While the findings are promising, there are several limitations to this study. First, there was no long-term follow-up, so future research should explore whether the benefits of SIT are sustained over time. Additionally, the sample was small and non-random; therefore, a larger, multicenter study with random sampling would increase the generalizability of the findings. Moreover, the study lacked physiological monitoring, and future research should incorporate objective physiological measures of stress (e.g., heart rate variability) to complement self-reported outcomes. Finally, the study had control group limitations; future studies should employ a more robust control group design, potentially using matched controls or random assignment to minimize selection bias.
Both subjective and objective measures confirmed the intervention’s effectiveness, reinforcing its potential as a preventive and therapeutic tool in high-risk occupational settings. The convergence of psychological outcomes with physiological biomarkers provides robust evidence of SIT’s impact. Given the hazardous nature of firefighting, integrating SIT into occupational health programs could strengthen both individual coping and organizational performance. Future research should employ larger, randomized, and multicenter designs, with long-term follow-up to determine the sustainability and broader applicability of the results.

Conclusion
Stress inoculation training is effective in reducing occupational stress and improving resilience, job satisfaction, and overall well-being among firefighters in Ecuador.

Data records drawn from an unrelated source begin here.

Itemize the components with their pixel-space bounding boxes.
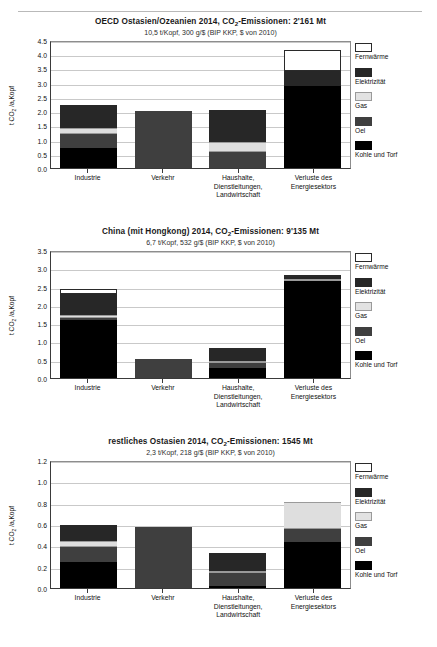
chart-title-text: restliches Ostasien 2014, CO: [108, 437, 223, 446]
x-tick: [162, 589, 163, 593]
y-axis-label: t CO2 /a,Kopf: [6, 251, 18, 379]
chart-title-text: China (mit Hongkong) 2014, CO: [102, 227, 228, 236]
legend-swatch-oel: [355, 537, 372, 546]
y-tick-label: 3.0: [38, 80, 47, 87]
legend-item-gas: Gas: [355, 92, 435, 110]
bar-segment-elektrizitaet: [209, 553, 266, 571]
legend-swatch-oel: [355, 327, 372, 336]
legend-item-fernwaerme: Fernwärme: [355, 463, 435, 481]
y-tick-label: 0.5: [38, 357, 47, 364]
y-tick-label: 3.5: [38, 66, 47, 73]
legend-label-oel: Oel: [355, 337, 435, 345]
legend: FernwärmeElektrizitätGasOelKohle und Tor…: [355, 253, 435, 376]
legend-item-gas: Gas: [355, 302, 435, 320]
y-axis-label: t CO2 /a,Kopf: [6, 41, 18, 169]
y-axis-label-text: t CO2 /a,Kopf: [9, 505, 16, 544]
y-tick-label: 2.0: [38, 109, 47, 116]
y-axis-ticks: 0.00.20.40.60.81.01.2: [18, 461, 50, 589]
x-label-line: Haushalte,: [204, 384, 273, 393]
x-axis-labels: IndustrieVerkehrHaushalte,Dienstleitunge…: [50, 594, 351, 620]
x-tick: [162, 379, 163, 383]
chart-title-text-suffix: -Emissionen: 1545 Mt: [227, 437, 313, 446]
bar-segment-kohle: [209, 586, 266, 588]
bar-segment-gas: [284, 502, 341, 530]
bar-segment-kohle: [284, 281, 341, 378]
chart-title: restliches Ostasien 2014, CO2-Emissionen…: [0, 436, 437, 447]
y-tick-label: 0.6: [38, 522, 47, 529]
legend-label-fernwaerme: Fernwärme: [355, 263, 435, 271]
x-label-line: Landwirtschaft: [204, 401, 273, 410]
x-tick: [238, 589, 239, 593]
x-label-line: Dienstleitungen,: [204, 603, 273, 612]
bar-stack: [60, 42, 117, 168]
x-tick: [162, 169, 163, 173]
bar-segment-kohle: [209, 368, 266, 378]
x-label-line: Industrie: [53, 384, 122, 393]
legend-label-elektrizitaet: Elektrizität: [355, 288, 435, 296]
y-tick-label: 2.5: [38, 94, 47, 101]
bar-segment-kohle: [60, 320, 117, 378]
x-axis-label-1: Industrie: [53, 174, 122, 200]
legend-swatch-gas: [355, 92, 372, 101]
legend-swatch-oel: [355, 117, 372, 126]
bar-stack: [135, 462, 192, 588]
plot-area: t CO2 /a,Kopf0.00.20.40.60.81.01.2Indust…: [0, 461, 437, 616]
legend-swatch-fernwaerme: [355, 253, 372, 262]
legend-swatch-gas: [355, 302, 372, 311]
x-label-line: Industrie: [53, 174, 122, 183]
y-tick-label: 1.5: [38, 123, 47, 130]
legend-label-kohle: Kohle und Torf: [355, 151, 435, 159]
legend-label-elektrizitaet: Elektrizität: [355, 498, 435, 506]
bar-stack: [284, 42, 341, 168]
y-tick-label: 0.5: [38, 151, 47, 158]
chart-title-text-suffix: -Emissionen: 9'135 Mt: [231, 227, 319, 236]
y-tick-label: 3.5: [38, 248, 47, 255]
page-header-ghost: [0, 0, 437, 8]
legend-swatch-fernwaerme: [355, 463, 372, 472]
legend-item-elektrizitaet: Elektrizität: [355, 488, 435, 506]
y-axis-label: t CO2 /a,Kopf: [6, 461, 18, 589]
x-axis-labels: IndustrieVerkehrHaushalte,Dienstleitunge…: [50, 174, 351, 200]
legend-item-elektrizitaet: Elektrizität: [355, 68, 435, 86]
y-tick-label: 0.8: [38, 500, 47, 507]
x-label-line: Verluste des Energiesektors: [279, 384, 348, 401]
bar-segment-kohle: [60, 148, 117, 168]
bar-segment-elektrizitaet: [284, 71, 341, 86]
bar-segment-elektrizitaet: [209, 350, 266, 361]
legend-label-kohle: Kohle und Torf: [355, 571, 435, 579]
bar-segment-elektrizitaet: [60, 294, 117, 315]
legend-swatch-elektrizitaet: [355, 488, 372, 497]
plot-box: [50, 41, 351, 169]
bar-stack: [209, 462, 266, 588]
chart-title-text: OECD Ostasien/Ozeanien 2014, CO: [95, 17, 235, 26]
bar-stack: [60, 252, 117, 378]
legend-item-kohle: Kohle und Torf: [355, 351, 435, 369]
x-axis-ticks: [50, 169, 351, 173]
x-axis-label-4: Verluste des Energiesektors: [279, 384, 348, 410]
bar-stack: [135, 42, 192, 168]
chart-title-text-suffix: -Emissionen: 2'161 Mt: [238, 17, 326, 26]
legend-item-kohle: Kohle und Torf: [355, 561, 435, 579]
legend-item-oel: Oel: [355, 327, 435, 345]
x-axis-labels: IndustrieVerkehrHaushalte,Dienstleitunge…: [50, 384, 351, 410]
bar-segment-elektrizitaet: [60, 525, 117, 541]
bar-stack: [60, 462, 117, 588]
y-axis-ticks: 0.00.51.01.52.02.53.03.5: [18, 251, 50, 379]
y-tick-label: 0.4: [38, 543, 47, 550]
bar-stack: [135, 252, 192, 378]
plot-area: t CO2 /a,Kopf0.00.51.01.52.02.53.03.54.0…: [0, 41, 437, 196]
y-tick-label: 1.0: [38, 339, 47, 346]
x-axis-label-3: Haushalte,Dienstleitungen,Landwirtschaft: [204, 174, 273, 200]
bar-stack: [284, 252, 341, 378]
x-label-line: Haushalte,: [204, 594, 273, 603]
bar-segment-oel: [135, 111, 192, 168]
bar-segment-oel: [60, 134, 117, 148]
x-label-line: Verkehr: [128, 594, 197, 603]
legend-item-gas: Gas: [355, 512, 435, 530]
legend-label-gas: Gas: [355, 312, 435, 320]
bar-segment-oel: [209, 152, 266, 168]
legend-label-oel: Oel: [355, 127, 435, 135]
legend-label-oel: Oel: [355, 547, 435, 555]
bar-segment-elektrizitaet: [60, 105, 117, 128]
x-axis-label-1: Industrie: [53, 384, 122, 410]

Acknowledgments: The authors would like to express their sincere gratitude to the Ambato Fire Department (Cuerpo de Bomberos de Ambato) for the facilities and support provided during the development of this research.
Ethical Permissions: The study was reviewed and approved by the Ethics Committee on Human Research (CEISH) at the Universidad Técnica de Ambato (approval code: 336-CBISH-UTA-2023).

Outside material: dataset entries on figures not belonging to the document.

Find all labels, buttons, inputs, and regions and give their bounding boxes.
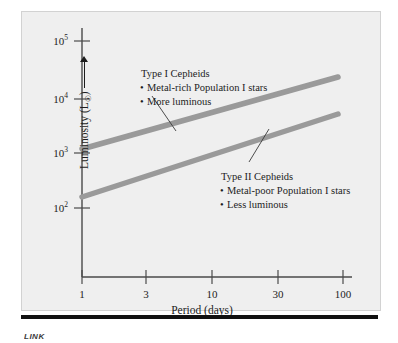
x-tick-label-3: 3	[143, 289, 149, 300]
annotation-type-ii: Type II Cepheids Metal-poor Population I…	[221, 170, 350, 212]
annotation-type-i: Type I Cepheids Metal-rich Population I …	[141, 67, 267, 109]
annotation-type-ii-title: Type II Cepheids	[221, 170, 350, 184]
annotation-type-ii-bullet-1: Metal-poor Population I stars	[221, 184, 350, 198]
x-tick-label-100: 100	[335, 289, 352, 300]
leader-type-ii	[249, 129, 269, 162]
link-artifact-text: LINK	[24, 332, 45, 341]
y-axis-title-group: Luminosity (L☉)	[75, 29, 93, 169]
x-tick-label-30: 30	[273, 289, 284, 300]
annotation-type-i-bullet-1: Metal-rich Population I stars	[141, 81, 267, 95]
annotation-type-i-title: Type I Cepheids	[141, 67, 267, 81]
annotation-type-i-bullet-2: More luminous	[141, 95, 267, 109]
y-axis-title: Luminosity (L☉)	[78, 91, 90, 169]
figure-panel: 105 104 103 102 1 3 10 30 100 Period (da…	[21, 11, 381, 311]
x-tick-label-1: 1	[79, 289, 85, 300]
up-arrow-icon	[80, 54, 89, 88]
x-tick-label-10: 10	[207, 289, 218, 300]
y-tick-label-1e5: 105	[32, 36, 68, 47]
y-tick-label-1e3: 103	[32, 148, 68, 159]
y-tick-label-1e2: 102	[32, 203, 68, 214]
annotation-type-ii-bullet-2: Less luminous	[221, 198, 350, 212]
bottom-divider	[21, 315, 378, 319]
y-tick-label-1e4: 104	[32, 94, 68, 105]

Conflicts of Interests: The authors declared no conflicts of interests.
Authors' Contribution: Velastegui-Saltos MA (First Author), Introduction Writer/Methodologist/Main Researcher/Discussion Writer/Statistical Analyst (40%); Flores-Hernandez F (Second Author), Introduction Writer/Methodologist/Assistant Researcher (25%); Nuñez-Nuñez M (Third Author), Assistant Researcher/Discussion Writer/Statistical Analyst (20%); Naranjo JPV (Fourth Author), Introduction Writer/Assistant Researcher/Discussion Writer/Statistical Analyst (15%)
Funding/Support: No funding was received.